To: Electronic Telegraph <et.letters@telegraph.co.uk>
Re: The "rat race" and global warming
Date: Wed, 29 Nov 2000
 
 

Dear Sir/Madam,

What went on between John Prescott and his French counterpart, Dominique Voynet, in the early hours of Saturday morning in the Hague, resulting in failure to reach an agreement on emissions of greenhouse gases, casts
a revealing light on the neglected source of most of our problems:  the fact that we are living in a manmade rat race (French anger at 'macho' Prescott, 28 November 2000).

Dominique Voynet is obviously not so well adapted to the rat race as John Prescott, who reproaches her for being tired and unable to cope with the complexities of the negotiations in the early hours of the morning - a time when rats are naturally wide awake, but anyone with a more human disposition is in need of sleep.

Negotiating this vitally important agreement under such stress was absurd and irresponsible.

Why is life a rat race?
Because so many of us behave like rats.
And why do we behave like rats?
Because life is a rat race . . . .

This is a viscous circle that we need to break out of, because the rat race and the rat-like human behaviour that drives it are responsible more than anything else for the damage we are doing to our planet's environment (Earth's life-supporting ecosystems) and climate.

There can be no sustainability (= survival) without an end to the rat race.

And there may even be other advantages - apart from survival - in turning away from rat-like behaviour and behaving - and perhaps becoming - more like human beings.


§ **What the task requires**
Find the lines below in which the string "have" occurs. Copy each one.

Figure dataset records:
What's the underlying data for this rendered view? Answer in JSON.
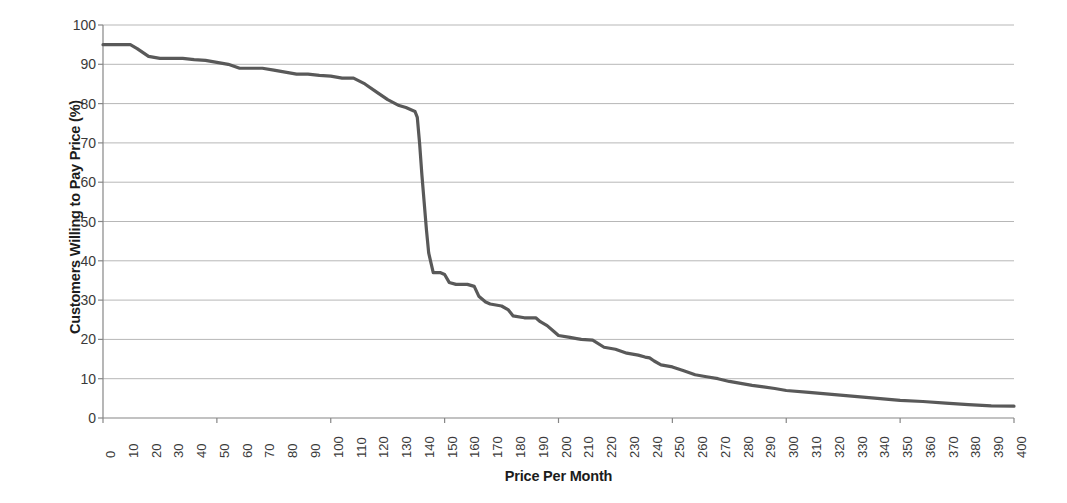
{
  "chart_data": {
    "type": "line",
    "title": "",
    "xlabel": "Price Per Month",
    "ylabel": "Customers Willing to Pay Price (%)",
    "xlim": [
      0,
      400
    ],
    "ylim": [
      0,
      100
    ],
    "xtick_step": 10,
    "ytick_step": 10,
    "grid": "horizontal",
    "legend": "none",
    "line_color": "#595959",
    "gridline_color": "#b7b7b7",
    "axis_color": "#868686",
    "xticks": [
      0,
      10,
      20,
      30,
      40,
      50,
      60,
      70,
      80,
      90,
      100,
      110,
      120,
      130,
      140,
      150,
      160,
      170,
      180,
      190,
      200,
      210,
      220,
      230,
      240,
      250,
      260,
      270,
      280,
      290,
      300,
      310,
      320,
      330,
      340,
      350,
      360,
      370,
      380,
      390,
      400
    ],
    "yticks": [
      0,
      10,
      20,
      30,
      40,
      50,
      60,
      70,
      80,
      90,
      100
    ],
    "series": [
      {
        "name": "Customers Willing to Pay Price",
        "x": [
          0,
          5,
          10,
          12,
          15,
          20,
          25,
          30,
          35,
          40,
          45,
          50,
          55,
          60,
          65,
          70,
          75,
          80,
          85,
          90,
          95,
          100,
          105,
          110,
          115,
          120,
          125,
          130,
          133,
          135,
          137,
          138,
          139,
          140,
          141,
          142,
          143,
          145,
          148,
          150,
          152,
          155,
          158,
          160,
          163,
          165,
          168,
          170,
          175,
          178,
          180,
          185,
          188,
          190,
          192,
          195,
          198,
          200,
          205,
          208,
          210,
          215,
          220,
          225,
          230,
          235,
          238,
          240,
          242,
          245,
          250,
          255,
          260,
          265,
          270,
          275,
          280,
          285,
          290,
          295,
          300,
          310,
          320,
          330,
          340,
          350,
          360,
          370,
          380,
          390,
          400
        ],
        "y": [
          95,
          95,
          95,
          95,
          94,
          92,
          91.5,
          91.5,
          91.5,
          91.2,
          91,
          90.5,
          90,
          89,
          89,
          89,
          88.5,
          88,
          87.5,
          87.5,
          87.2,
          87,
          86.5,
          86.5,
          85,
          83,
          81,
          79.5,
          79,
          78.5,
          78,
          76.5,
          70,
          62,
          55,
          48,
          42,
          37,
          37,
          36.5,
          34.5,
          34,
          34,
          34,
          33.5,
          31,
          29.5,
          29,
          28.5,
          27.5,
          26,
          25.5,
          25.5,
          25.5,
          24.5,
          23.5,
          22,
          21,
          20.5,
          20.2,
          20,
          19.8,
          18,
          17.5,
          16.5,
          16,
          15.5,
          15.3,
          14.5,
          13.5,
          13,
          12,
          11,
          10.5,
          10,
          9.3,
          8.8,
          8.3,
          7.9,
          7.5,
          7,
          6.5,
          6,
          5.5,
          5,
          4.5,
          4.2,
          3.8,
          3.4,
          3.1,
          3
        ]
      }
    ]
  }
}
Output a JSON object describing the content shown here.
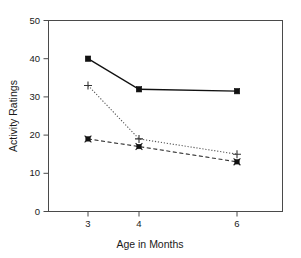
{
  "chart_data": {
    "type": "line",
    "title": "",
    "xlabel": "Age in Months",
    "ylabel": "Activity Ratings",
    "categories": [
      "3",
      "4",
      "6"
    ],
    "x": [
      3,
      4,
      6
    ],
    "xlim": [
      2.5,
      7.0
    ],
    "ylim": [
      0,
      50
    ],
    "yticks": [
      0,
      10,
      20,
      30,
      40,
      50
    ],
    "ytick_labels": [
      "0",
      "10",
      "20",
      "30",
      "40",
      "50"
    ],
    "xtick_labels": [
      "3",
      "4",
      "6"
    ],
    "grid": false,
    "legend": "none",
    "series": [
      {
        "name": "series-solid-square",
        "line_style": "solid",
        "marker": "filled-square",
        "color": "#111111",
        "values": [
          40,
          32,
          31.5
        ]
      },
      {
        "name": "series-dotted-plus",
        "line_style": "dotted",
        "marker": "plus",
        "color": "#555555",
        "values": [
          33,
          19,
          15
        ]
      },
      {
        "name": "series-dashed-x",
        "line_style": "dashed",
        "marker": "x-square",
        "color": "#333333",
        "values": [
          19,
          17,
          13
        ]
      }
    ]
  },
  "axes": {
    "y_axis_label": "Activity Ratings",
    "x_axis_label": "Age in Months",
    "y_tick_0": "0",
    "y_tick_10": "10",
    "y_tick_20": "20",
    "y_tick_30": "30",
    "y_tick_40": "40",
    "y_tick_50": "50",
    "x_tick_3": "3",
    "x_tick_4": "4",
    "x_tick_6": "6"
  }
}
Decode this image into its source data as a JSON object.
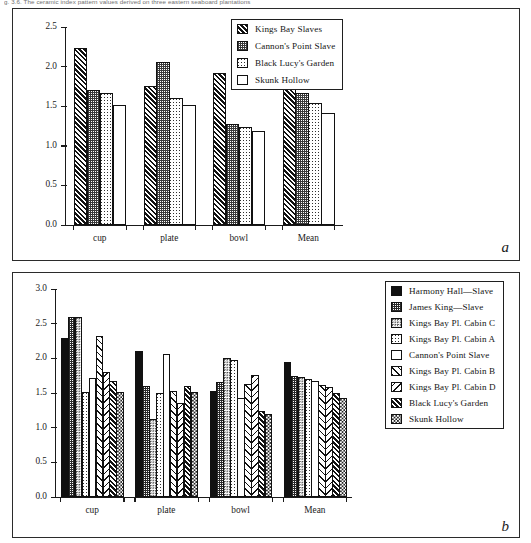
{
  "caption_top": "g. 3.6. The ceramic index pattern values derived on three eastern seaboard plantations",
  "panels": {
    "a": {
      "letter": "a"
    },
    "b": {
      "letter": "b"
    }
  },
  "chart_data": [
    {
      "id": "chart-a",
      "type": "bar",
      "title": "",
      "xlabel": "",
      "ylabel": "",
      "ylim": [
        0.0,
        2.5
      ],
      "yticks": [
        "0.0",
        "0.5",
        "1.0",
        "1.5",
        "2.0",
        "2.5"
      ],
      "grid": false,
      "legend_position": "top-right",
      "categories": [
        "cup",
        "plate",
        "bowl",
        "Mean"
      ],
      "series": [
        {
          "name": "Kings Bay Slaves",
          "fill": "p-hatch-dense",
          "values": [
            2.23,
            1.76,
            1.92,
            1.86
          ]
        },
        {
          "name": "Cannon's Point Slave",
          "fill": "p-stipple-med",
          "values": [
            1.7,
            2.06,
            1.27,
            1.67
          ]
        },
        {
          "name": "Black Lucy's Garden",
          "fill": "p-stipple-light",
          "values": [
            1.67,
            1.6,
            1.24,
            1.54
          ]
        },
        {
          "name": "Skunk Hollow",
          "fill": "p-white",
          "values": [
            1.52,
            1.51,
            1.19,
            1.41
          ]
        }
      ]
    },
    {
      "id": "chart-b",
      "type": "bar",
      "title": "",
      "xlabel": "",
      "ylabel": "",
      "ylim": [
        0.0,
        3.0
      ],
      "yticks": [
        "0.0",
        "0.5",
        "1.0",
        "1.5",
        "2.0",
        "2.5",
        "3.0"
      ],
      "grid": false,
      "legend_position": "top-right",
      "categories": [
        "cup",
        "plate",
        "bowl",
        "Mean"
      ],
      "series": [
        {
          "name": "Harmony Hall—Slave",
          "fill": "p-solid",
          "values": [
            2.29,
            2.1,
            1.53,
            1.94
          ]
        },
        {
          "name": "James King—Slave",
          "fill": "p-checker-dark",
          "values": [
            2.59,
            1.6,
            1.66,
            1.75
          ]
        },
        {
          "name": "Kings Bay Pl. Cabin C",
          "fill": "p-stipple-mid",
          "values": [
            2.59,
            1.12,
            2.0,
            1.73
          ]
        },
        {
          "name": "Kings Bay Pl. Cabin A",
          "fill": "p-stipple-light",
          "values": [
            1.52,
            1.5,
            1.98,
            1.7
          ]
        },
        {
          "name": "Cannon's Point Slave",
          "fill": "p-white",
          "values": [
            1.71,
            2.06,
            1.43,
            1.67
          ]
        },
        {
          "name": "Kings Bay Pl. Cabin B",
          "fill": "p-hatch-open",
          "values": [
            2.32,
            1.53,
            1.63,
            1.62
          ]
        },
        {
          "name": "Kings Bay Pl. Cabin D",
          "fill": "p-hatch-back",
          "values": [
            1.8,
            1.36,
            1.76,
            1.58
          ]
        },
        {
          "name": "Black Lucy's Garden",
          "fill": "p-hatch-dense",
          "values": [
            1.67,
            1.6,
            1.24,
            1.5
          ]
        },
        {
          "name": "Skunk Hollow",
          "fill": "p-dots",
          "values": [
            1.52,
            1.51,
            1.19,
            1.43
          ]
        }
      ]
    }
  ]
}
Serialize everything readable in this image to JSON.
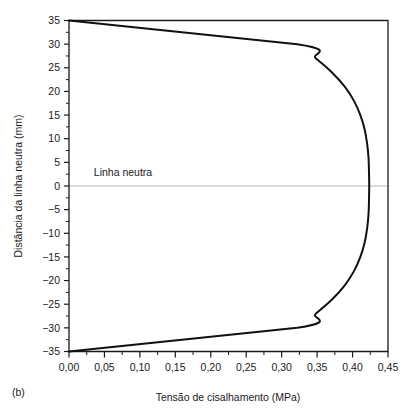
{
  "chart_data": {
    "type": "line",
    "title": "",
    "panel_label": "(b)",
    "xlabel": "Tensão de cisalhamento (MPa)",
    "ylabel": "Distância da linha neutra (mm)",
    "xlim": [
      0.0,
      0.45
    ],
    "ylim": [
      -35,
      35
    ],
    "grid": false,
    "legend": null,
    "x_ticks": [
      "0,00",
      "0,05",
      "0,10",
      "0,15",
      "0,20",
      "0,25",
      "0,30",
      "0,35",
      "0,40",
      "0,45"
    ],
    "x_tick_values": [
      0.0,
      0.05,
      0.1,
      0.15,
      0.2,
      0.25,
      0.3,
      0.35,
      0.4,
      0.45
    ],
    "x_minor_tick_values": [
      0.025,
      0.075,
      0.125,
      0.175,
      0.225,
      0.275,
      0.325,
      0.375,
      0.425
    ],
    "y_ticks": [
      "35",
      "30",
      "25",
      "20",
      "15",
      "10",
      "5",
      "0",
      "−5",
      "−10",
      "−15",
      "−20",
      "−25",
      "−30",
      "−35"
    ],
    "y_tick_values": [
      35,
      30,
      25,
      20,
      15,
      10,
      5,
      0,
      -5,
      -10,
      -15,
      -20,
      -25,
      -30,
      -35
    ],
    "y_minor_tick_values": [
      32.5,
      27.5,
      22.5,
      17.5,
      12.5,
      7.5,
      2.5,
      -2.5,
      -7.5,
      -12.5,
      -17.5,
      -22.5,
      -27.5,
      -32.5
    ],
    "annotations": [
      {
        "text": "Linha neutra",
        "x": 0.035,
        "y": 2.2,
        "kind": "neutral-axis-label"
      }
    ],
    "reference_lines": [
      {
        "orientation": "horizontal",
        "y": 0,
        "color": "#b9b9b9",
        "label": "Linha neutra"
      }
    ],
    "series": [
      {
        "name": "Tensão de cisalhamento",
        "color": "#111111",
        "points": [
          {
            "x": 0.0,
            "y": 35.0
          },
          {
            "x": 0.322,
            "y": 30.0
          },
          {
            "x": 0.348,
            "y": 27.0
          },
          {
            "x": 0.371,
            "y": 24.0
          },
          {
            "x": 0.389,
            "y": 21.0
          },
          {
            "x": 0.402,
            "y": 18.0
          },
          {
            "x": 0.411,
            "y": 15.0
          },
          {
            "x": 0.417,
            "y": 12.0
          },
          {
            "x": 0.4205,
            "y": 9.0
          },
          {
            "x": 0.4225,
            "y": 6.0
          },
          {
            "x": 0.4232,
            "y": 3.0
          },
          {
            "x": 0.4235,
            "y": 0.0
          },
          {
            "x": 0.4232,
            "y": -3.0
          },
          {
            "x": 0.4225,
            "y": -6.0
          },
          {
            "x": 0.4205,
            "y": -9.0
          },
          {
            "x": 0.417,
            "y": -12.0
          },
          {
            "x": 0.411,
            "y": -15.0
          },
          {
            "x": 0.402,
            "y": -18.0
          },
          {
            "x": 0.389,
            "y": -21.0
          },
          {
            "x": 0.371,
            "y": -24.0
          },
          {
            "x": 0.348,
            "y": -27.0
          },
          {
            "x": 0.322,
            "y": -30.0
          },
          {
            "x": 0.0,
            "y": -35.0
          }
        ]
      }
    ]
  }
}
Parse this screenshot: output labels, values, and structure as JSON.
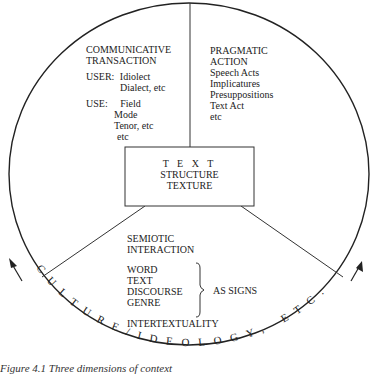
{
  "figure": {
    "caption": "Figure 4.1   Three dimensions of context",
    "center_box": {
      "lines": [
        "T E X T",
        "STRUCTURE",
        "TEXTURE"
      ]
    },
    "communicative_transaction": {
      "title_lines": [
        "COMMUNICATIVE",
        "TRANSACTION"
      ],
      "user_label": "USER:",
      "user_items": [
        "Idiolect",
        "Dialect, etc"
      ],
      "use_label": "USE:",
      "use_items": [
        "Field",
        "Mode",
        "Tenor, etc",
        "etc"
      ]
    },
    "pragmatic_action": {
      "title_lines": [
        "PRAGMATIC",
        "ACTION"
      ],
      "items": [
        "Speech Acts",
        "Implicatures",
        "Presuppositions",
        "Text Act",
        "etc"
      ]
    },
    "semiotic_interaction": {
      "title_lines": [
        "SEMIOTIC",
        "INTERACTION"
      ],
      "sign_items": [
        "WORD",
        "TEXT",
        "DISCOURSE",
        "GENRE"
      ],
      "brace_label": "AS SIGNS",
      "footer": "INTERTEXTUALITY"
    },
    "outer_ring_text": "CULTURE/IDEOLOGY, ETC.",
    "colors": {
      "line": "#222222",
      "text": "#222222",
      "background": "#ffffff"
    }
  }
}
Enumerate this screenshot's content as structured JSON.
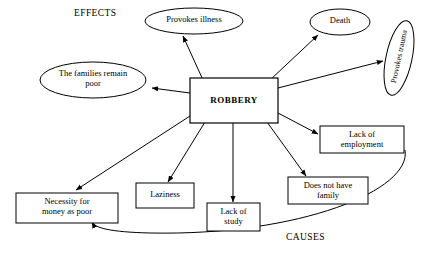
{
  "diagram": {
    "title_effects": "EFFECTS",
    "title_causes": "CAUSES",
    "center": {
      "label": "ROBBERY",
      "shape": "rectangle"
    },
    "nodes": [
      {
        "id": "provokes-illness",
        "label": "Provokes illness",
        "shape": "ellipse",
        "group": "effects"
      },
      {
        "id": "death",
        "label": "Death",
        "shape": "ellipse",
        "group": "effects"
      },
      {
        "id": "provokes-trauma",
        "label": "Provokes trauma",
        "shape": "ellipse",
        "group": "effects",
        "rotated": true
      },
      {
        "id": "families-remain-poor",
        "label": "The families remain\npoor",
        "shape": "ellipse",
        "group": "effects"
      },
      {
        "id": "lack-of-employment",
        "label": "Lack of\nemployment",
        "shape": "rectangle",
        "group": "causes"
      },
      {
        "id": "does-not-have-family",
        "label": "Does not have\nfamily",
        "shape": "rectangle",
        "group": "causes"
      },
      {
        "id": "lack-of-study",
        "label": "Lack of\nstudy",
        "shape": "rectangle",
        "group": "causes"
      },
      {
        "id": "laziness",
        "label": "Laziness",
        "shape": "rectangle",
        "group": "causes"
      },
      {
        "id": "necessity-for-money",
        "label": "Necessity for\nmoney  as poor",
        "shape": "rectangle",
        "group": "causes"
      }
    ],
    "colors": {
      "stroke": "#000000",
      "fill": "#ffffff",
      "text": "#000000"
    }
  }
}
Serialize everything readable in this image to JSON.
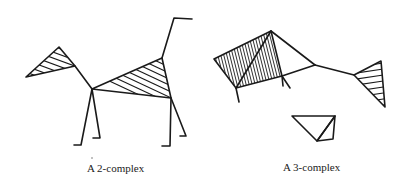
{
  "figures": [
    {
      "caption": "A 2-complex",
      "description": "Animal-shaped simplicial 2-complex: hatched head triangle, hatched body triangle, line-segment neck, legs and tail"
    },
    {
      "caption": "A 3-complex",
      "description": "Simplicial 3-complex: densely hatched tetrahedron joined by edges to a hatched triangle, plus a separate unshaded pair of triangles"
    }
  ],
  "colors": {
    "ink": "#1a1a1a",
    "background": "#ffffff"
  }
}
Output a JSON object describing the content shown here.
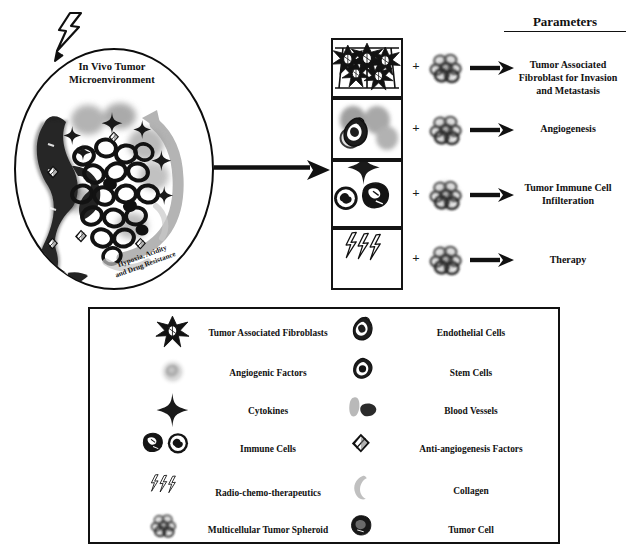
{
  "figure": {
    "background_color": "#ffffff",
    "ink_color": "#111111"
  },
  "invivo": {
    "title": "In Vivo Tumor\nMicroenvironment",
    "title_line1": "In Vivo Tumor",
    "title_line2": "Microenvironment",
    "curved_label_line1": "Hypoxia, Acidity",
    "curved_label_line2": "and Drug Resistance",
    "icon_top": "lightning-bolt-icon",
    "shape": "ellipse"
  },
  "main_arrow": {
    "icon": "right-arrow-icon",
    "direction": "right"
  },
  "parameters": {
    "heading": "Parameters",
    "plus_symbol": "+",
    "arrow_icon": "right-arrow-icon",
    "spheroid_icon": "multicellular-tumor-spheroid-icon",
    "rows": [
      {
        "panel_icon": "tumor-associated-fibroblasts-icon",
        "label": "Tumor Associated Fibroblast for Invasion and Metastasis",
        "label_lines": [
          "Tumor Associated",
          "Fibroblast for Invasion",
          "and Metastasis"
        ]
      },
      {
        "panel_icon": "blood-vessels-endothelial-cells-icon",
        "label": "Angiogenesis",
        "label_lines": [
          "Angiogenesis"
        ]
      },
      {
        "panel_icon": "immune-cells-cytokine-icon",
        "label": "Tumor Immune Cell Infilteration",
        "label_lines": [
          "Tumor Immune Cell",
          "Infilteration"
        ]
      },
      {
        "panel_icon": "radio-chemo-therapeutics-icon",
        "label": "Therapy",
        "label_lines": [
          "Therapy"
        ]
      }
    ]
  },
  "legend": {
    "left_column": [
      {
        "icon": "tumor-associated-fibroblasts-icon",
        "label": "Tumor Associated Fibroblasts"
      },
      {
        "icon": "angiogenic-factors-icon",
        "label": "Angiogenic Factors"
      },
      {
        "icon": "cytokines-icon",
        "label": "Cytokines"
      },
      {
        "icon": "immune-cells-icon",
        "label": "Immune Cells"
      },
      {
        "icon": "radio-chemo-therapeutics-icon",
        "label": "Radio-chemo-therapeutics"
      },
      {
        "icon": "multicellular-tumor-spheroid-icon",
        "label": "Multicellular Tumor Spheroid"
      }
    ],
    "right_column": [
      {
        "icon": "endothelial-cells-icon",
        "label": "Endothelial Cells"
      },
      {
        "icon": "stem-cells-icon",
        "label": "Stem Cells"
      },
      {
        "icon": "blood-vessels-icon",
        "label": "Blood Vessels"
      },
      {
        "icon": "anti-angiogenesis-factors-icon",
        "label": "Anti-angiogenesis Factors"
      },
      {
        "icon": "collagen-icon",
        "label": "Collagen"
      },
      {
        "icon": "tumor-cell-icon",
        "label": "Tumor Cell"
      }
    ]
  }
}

§ **Output for this task**
        "id": "does-not-have-family",
        "label": "Does not have\nfamily",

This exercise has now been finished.